When we reported two weeks ago about the remnants of a Second World War bomb being discovered in a street in Dagenham, little did we expect to hear from someone who remembered it falling some 70 years ago.

Barking and Dagenham Post: The map, probably from the late '40s, shows two unexploded phosporous bombs were uncovered in Temple Avenue, DagenhamThe map, probably from the late '40s, shows two unexploded phosporous bombs were uncovered in Temple Avenue, Dagenham (Image: Archant)

William McCreary has never moved from the house in Temple Avenue where, when he was six-years-old, it landed in the middle of the road one night.

Barking and Dagenham Post: William McCreary, 76, remembers when a bomb fell in temple avenue, dagenham in 1942William McCreary, 76, remembers when a bomb fell in temple avenue, dagenham in 1942 (Image: Archant)

He recalls: “My mum and dad and three sisters and I had gone down to the shelter in our garden because the air raid siren had gone off. When we came out I remember my dad shouting to the neighbour that a bomb had caught his house but it hadn’t, it had landed in the road.”

It was an incendiary bomb containing phosphorus, designed to start a huge fire and destroy whatever it landed on.

But this bomb failed to ignite and the only damage done was a massive crater in the middle of the road, right outside William’s house.

In the morning, William and his sisters got up and went off to school as usual.

For him, the incident passed as nothing particularly extraordinary in a time when most nights were spent in the air raid shelter.

He was born in 1937 in Stepney Green and within the first few years of his life his house had been bombed twice - first in Stepney and then in Canning Town.

In the early war years the McCreary children were evacuated off to Somerset, but they returned in 1942 to the house in Temple Avenue that his parents had moved into.

He explained: “It was when my dad came back from the Army. It was getting to the point when the Germans were giving up.”

But when the Germans started launching V2 rockets in 1944 - which arrived without warning and left huge trails of dead bodies in their path - that William and his sisters were evacuated once more, this time to their aunt’s in Newport, Wales.

They returned to the family home when the war ended. William’s father died soon afterwards, his sisters married and moved away and his mum also moved out, leaving William, who raised his own family there.

It was when walking back home two weeks ago that he was reminded of his first year living in Temple Avenue after he came across workmen digging up the road who had found an area of metal that smoke was coming off.

“They asked me if I knew what it was and I said, well you should get in touch with the council because something went in there during the war. The next thing I knew, we were being evacuated.”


- _ASSIGNMENT_
Among the entries that follow, how many lines contain the word "tick"? Give the number alone.

- _DATA SUPPLIED_
# # # # #

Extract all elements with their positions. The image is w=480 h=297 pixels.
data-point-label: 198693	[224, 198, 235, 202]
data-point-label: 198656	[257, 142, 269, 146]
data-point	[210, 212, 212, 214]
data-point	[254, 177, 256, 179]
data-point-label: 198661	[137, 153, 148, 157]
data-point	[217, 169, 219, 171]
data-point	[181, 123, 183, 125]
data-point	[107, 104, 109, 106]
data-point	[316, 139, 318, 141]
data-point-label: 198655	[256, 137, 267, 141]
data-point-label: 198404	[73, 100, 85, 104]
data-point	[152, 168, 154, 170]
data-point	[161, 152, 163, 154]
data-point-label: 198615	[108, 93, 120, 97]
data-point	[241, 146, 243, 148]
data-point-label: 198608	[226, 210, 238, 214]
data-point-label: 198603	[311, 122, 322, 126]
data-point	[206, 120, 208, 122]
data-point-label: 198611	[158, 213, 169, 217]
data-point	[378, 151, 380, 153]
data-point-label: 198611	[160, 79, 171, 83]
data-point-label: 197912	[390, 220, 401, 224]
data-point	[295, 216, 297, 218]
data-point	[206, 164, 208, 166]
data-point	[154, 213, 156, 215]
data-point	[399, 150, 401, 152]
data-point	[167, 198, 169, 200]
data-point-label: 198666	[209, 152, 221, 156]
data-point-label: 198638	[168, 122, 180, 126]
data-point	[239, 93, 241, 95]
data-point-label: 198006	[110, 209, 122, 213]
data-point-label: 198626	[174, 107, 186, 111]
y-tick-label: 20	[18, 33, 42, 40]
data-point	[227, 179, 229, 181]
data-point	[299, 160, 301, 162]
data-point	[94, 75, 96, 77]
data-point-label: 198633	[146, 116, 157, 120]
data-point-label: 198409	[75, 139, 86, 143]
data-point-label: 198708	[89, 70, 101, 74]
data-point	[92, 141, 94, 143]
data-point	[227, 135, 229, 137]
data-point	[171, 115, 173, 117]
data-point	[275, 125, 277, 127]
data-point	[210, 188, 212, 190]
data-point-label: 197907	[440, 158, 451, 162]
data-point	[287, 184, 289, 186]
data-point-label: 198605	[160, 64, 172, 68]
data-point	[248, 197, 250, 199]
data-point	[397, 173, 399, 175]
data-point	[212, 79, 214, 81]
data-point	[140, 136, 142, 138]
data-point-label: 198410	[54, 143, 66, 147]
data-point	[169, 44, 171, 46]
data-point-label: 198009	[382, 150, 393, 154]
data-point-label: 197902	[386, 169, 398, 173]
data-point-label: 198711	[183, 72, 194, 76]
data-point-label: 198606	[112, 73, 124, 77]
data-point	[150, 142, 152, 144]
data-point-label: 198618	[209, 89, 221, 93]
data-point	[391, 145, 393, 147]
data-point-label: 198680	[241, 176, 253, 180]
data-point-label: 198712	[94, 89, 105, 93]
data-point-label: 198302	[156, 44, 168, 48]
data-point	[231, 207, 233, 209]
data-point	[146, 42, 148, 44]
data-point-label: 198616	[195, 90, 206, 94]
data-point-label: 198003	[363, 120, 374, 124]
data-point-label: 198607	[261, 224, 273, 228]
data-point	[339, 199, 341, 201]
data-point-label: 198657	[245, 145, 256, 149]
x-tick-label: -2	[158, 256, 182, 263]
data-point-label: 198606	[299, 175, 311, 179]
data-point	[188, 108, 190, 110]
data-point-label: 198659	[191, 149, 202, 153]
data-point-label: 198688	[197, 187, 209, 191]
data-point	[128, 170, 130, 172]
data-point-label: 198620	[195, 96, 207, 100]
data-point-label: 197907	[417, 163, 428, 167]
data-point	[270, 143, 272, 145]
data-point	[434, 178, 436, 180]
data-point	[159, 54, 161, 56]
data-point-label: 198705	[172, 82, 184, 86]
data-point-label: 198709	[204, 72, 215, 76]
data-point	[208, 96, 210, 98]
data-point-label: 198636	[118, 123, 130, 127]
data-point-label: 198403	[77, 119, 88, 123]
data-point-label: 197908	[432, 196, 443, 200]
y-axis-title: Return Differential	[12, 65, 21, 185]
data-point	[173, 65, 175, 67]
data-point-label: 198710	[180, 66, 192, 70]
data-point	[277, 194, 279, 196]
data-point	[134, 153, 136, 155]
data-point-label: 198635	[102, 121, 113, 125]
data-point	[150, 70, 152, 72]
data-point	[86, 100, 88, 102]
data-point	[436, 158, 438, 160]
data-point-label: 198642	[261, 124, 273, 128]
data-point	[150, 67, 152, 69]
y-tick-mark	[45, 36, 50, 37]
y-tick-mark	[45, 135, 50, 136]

# # # # #

- _RESPONSE BOX_
4